March 2002 - We officially began Lighthouse Trails Publishing Company.

September 2002 - Published first book, A Time of Departing by Ray Yungen, 1st edition.

2004 - Began Lighthouse Trails Research Project, the From the Lighthouse blog, and this e-newsletter as extensions of Lighthouse Trails Publishing and a way to get free information out to those who were reading our books.

2005 - Published Trapped in Hitler's Hell by Anita Dittman with Jan Markell, the first book in our Remembering the Holocaust category. Later we published a book by Corrie ten Boom and Diet Eman, giving Lighthouse Trails 3 Holocaust survivor authors.
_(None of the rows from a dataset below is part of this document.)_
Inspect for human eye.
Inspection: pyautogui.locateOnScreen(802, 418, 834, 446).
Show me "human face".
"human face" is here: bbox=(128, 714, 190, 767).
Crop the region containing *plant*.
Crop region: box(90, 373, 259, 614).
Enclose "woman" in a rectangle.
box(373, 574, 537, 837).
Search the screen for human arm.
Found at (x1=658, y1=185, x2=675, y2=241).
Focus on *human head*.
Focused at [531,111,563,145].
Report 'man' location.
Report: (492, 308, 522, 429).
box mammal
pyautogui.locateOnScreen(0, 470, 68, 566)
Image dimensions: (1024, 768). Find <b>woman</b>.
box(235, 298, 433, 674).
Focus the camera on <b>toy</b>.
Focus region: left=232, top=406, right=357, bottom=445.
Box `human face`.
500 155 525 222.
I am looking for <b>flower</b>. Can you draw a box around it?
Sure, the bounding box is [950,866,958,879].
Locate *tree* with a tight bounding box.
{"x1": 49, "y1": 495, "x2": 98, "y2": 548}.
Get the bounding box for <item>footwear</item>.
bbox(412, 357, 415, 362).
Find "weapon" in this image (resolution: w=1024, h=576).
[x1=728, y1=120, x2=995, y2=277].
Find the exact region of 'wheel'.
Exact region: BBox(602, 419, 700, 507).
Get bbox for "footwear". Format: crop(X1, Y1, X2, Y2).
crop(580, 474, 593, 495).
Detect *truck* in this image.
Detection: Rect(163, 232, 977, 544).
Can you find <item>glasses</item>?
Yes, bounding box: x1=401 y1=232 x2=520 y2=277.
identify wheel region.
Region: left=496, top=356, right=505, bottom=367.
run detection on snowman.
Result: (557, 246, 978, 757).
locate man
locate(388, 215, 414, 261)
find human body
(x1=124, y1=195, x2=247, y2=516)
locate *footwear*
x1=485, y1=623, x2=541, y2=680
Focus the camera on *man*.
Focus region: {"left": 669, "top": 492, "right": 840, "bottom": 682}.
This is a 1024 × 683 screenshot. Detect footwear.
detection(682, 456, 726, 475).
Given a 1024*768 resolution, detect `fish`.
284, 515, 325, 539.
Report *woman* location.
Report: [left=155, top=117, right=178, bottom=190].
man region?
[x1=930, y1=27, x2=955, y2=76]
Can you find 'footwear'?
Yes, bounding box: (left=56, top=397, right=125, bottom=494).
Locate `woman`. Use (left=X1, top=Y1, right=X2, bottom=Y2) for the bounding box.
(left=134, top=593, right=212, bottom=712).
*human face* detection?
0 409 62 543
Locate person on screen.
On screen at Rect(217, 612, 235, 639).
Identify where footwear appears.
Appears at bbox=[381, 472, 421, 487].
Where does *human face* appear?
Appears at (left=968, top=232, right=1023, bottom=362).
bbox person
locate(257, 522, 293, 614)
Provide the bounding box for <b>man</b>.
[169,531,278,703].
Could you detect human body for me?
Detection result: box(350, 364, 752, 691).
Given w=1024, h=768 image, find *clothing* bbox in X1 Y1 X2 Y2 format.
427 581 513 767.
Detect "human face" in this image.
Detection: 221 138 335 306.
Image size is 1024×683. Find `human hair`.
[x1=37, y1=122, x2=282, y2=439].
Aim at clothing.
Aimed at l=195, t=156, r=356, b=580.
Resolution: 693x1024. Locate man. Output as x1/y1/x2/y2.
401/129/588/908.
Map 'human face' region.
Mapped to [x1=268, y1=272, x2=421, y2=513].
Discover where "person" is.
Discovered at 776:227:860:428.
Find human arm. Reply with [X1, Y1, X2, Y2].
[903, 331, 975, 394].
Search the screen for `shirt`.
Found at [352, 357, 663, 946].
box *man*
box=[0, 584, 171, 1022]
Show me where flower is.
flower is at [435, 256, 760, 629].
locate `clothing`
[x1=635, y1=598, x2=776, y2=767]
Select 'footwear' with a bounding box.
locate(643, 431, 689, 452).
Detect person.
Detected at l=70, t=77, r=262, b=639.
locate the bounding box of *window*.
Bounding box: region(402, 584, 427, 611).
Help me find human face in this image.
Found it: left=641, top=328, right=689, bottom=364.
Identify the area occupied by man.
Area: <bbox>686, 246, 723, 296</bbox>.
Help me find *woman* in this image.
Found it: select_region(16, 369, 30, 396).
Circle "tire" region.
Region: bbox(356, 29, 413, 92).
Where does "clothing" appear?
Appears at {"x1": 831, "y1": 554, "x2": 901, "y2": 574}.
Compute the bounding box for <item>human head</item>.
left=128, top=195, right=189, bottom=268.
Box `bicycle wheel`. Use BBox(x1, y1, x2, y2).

2007 - Published Faith Undone, a powerful expose of the emerging church by Roger Oakland.

2010 - Relocated to Montana from Oregon; also began The Shepherd's Garden, a "tent-making" effort to help support Lighthouse Trails - created our own Shepherd's organic Bible verse tea.

2011 - Began working with Understand the Times mission work, the Bryce Homes for Widows and Children in Kenya - currently, Lighthouse Trails readers are helping to support 15 Bryce Homes (over 110 children).

2012 - Celebrated 10th year anniversary at Lighthouse Trails; also started the Widows in Kenya basket project as a way to help widows support themselves. Began outreach to Native Americans and First Nations people through Muddy Waters and other Native Spirituality books and DVDs.

2013 - Began Lighthouse Trails Research Print Journal, a subscription-based journal mailed to homes and offices; also began the Print Booklet Tracts.